By Noah Rothman
Friday, May 22, 2026
The Wall Street Journal published an immensely troubling
dispatch on Thursday exposing how cryptocurrency networks — specifically, the
formerly China-based crypto exchange Binance — have funneled hundreds of
millions of dollars into the hands of the Islamic Revolutionary Guard Corps.
“Foreign law-enforcement officials said they have
continued to track money this year flowing through Binance accounts to Iranian
entities associated with the regime—identifying transactions as recently as
this month,” the Journal reported.
Binance’s spokespeople insist the currently Malta-based
interest does not tolerate transactions that financially support terrorist
entities like the IRGC and its proxies. But that’s hard to believe:
Based on how
terrorism-financing experts assess the purpose of trading accounts like
Zanjani’s, the $850 million in Zanjani transactions, which included both
deposits and withdrawals, likely means about $425 million moved through Binance
to finance Iran’s military, according to foreign law-enforcement officials and
other people familiar with the activity. Binance’s own investigators assessed
the accounts were a money-laundering network to finance the regime, according
to the compliance reports.
None of this should be news to the Trump administration.
In 2023, Binance’s founder, Changpeng Zhao, pleaded guilty to charges relating to the violation of U.S.

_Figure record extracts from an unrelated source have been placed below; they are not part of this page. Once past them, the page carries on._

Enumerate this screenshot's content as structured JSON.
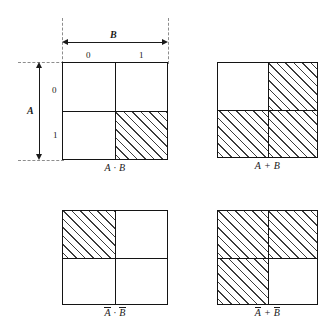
{
  "figure": {
    "type": "boolean-operation-square-diagrams",
    "variables": [
      "A",
      "B"
    ],
    "axis_values": [
      "0",
      "1"
    ],
    "hatch_meaning": "region where expression is true",
    "colors": {
      "background": "#ffffff",
      "stroke": "#141414",
      "hatch": "#3c3c3c",
      "dashed_guide": "#8d8d8d"
    }
  },
  "dimensions": {
    "horizontal": {
      "label": "B",
      "values": [
        "0",
        "1"
      ]
    },
    "vertical": {
      "label": "A",
      "values": [
        "0",
        "1"
      ]
    }
  },
  "diagrams": [
    {
      "id": "and",
      "caption_plain": "A · B",
      "caption_parts": [
        {
          "text": "A",
          "overbar": false
        },
        {
          "text": " · ",
          "overbar": false
        },
        {
          "text": "B",
          "overbar": false
        }
      ],
      "cells": {
        "top_left": {
          "a": "0",
          "b": "0",
          "filled": false
        },
        "top_right": {
          "a": "0",
          "b": "1",
          "filled": false
        },
        "bottom_left": {
          "a": "1",
          "b": "0",
          "filled": false
        },
        "bottom_right": {
          "a": "1",
          "b": "1",
          "filled": true
        }
      },
      "has_dimension_annotations": true
    },
    {
      "id": "or",
      "caption_plain": "A + B",
      "caption_parts": [
        {
          "text": "A",
          "overbar": false
        },
        {
          "text": " + ",
          "overbar": false
        },
        {
          "text": "B",
          "overbar": false
        }
      ],
      "cells": {
        "top_left": {
          "a": "0",
          "b": "0",
          "filled": false
        },
        "top_right": {
          "a": "0",
          "b": "1",
          "filled": true
        },
        "bottom_left": {
          "a": "1",
          "b": "0",
          "filled": true
        },
        "bottom_right": {
          "a": "1",
          "b": "1",
          "filled": true
        }
      },
      "has_dimension_annotations": false
    },
    {
      "id": "nor",
      "caption_plain": "A̅ · B̅",
      "caption_parts": [
        {
          "text": "A",
          "overbar": true
        },
        {
          "text": " · ",
          "overbar": false
        },
        {
          "text": "B",
          "overbar": true
        }
      ],
      "cells": {
        "top_left": {
          "a": "0",
          "b": "0",
          "filled": true
        },
        "top_right": {
          "a": "0",
          "b": "1",
          "filled": false
        },
        "bottom_left": {
          "a": "1",
          "b": "0",
          "filled": false
        },
        "bottom_right": {
          "a": "1",
          "b": "1",
          "filled": false
        }
      },
      "has_dimension_annotations": false
    },
    {
      "id": "nand",
      "caption_plain": "A̅ + B̅",
      "caption_parts": [
        {
          "text": "A",
          "overbar": true
        },
        {
          "text": " + ",
          "overbar": false
        },
        {
          "text": "B",
          "overbar": true
        }
      ],
      "cells": {
        "top_left": {
          "a": "0",
          "b": "0",
          "filled": true
        },
        "top_right": {
          "a": "0",
          "b": "1",
          "filled": true
        },
        "bottom_left": {
          "a": "1",
          "b": "0",
          "filled": true
        },
        "bottom_right": {
          "a": "1",
          "b": "1",
          "filled": false
        }
      },
      "has_dimension_annotations": false
    }
  ]
}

money-laundering statutes — a scheme that enriched child sex traffickers, international
scamming operations, and terrorist groups, including “Al Qaeda, the Islamic
State of Iraq and Syria (ISIS), Hamas’ Al-Qassam Brigades, and Palestinian
Islamic Jihad (PIJ).”
Like a bolt from the blue, however, President Trump gave
Zhao a pardon last October, putting a premature end to the Justice Department’s
three-year monitorship of the crypto exchange. The unanticipated act of
clemency made little sense to many observers until the Journal connected the dots.

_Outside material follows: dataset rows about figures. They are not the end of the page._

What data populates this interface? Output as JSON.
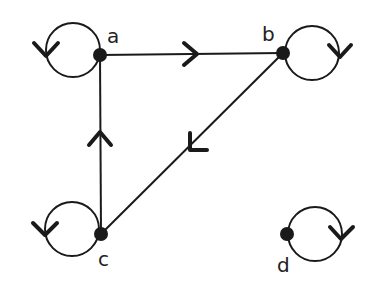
{
  "diagram": {
    "type": "directed-graph",
    "vertices": [
      {
        "id": "a",
        "label": "a"
      },
      {
        "id": "b",
        "label": "b"
      },
      {
        "id": "c",
        "label": "c"
      },
      {
        "id": "d",
        "label": "d"
      }
    ],
    "edges": [
      {
        "from": "a",
        "to": "b"
      },
      {
        "from": "c",
        "to": "a"
      },
      {
        "from": "b",
        "to": "c"
      }
    ],
    "loops": [
      {
        "vertex": "a"
      },
      {
        "vertex": "b"
      },
      {
        "vertex": "c"
      },
      {
        "vertex": "d"
      }
    ],
    "colors": {
      "stroke": "#1a1a1a",
      "background": "#ffffff"
    }
  }
}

“Binance has also been a key supporter of his family’s
World Liberty Financial crypto venture, a business that has driven a huge leap
in the president’s personal wealth,” its report read:
Binance first
reached out to allies of Trump last year, offering to strike a business deal
with the family as part of a plan to return the company to the U.S., the
Journal reported earlier this year. Representatives of the Trump family have held talks to take a financial stake in the U.S. arm of
Binance.
Cryptocurrency has long been accused of serving as a
vehicle for laundering funds to illicit and illegitimate interests, some of
which are opposed to U.S. interests and pose threats to Americans’ physical
security. But why should everyone else get rich investing in America’s decline?

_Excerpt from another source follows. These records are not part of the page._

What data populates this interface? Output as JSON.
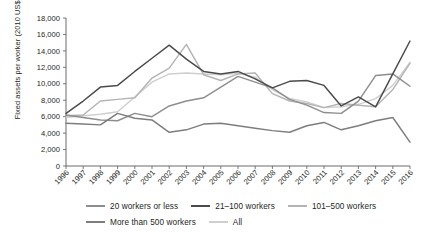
{
  "chart_data": {
    "type": "line",
    "title": "",
    "xlabel": "",
    "ylabel": "Fixed assets per worker (2010 US$)",
    "ylim": [
      0,
      18000
    ],
    "ytick_step": 2000,
    "yticks": [
      "18,000",
      "16,000",
      "14,000",
      "12,000",
      "10,000",
      "8,000",
      "6,000",
      "4,000",
      "2,000",
      "0"
    ],
    "ytick_values": [
      18000,
      16000,
      14000,
      12000,
      10000,
      8000,
      6000,
      4000,
      2000,
      0
    ],
    "grid": false,
    "legend_position": "bottom",
    "categories": [
      "1996",
      "1997",
      "1998",
      "1999",
      "2000",
      "2001",
      "2002",
      "2003",
      "2004",
      "2005",
      "2006",
      "2007",
      "2008",
      "2009",
      "2010",
      "2011",
      "2012",
      "2013",
      "2014",
      "2015",
      "2016"
    ],
    "x": [
      1996,
      1997,
      1998,
      1999,
      2000,
      2001,
      2002,
      2003,
      2004,
      2005,
      2006,
      2007,
      2008,
      2009,
      2010,
      2011,
      2012,
      2013,
      2014,
      2015,
      2016
    ],
    "series": [
      {
        "name": "20 workers or less",
        "color": "#8e8e8e",
        "values": [
          6200,
          5900,
          5600,
          5500,
          6400,
          6000,
          7300,
          7900,
          8300,
          9600,
          10900,
          10200,
          9500,
          8100,
          7400,
          6500,
          6400,
          7900,
          11000,
          11200,
          9700
        ]
      },
      {
        "name": "21–100 workers",
        "color": "#4a4a4a",
        "values": [
          6400,
          7900,
          9600,
          9800,
          11500,
          13100,
          14700,
          13000,
          11500,
          11200,
          11500,
          10600,
          9500,
          10300,
          10400,
          9800,
          7300,
          8400,
          7200,
          11200,
          15200
        ]
      },
      {
        "name": "101–500 workers",
        "color": "#b4b4b4",
        "values": [
          6100,
          6200,
          7900,
          8100,
          8300,
          10700,
          11900,
          14800,
          11100,
          10400,
          11200,
          11300,
          8800,
          7900,
          7600,
          7100,
          7600,
          7400,
          7200,
          9300,
          12500
        ]
      },
      {
        "name": "More than 500 workers",
        "color": "#7d7d7d",
        "values": [
          5200,
          5100,
          5000,
          6400,
          5800,
          5600,
          4100,
          4400,
          5100,
          5200,
          4900,
          4600,
          4300,
          4100,
          4900,
          5300,
          4400,
          4900,
          5500,
          5900,
          2900
        ]
      },
      {
        "name": "All",
        "color": "#cfcfcf",
        "values": [
          5900,
          6100,
          6300,
          6600,
          8400,
          10200,
          11200,
          11300,
          11200,
          11100,
          11300,
          10800,
          9300,
          8200,
          7800,
          7100,
          7200,
          7500,
          8200,
          9800,
          12600
        ]
      }
    ]
  }
}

Now, anyone can grab their own stake in the post-American world — up to and
including the president and his closest kin.
The promise of cryptocurrency notwithstanding, if it
serves merely as a vehicle for criminals and corrupt interests to strip the
United States down and sell it off, piece by piece, to its enemies, you might
expect the stewards of American interests to take a firmer line against it. And
they might have if they hadn’t already gotten theirs.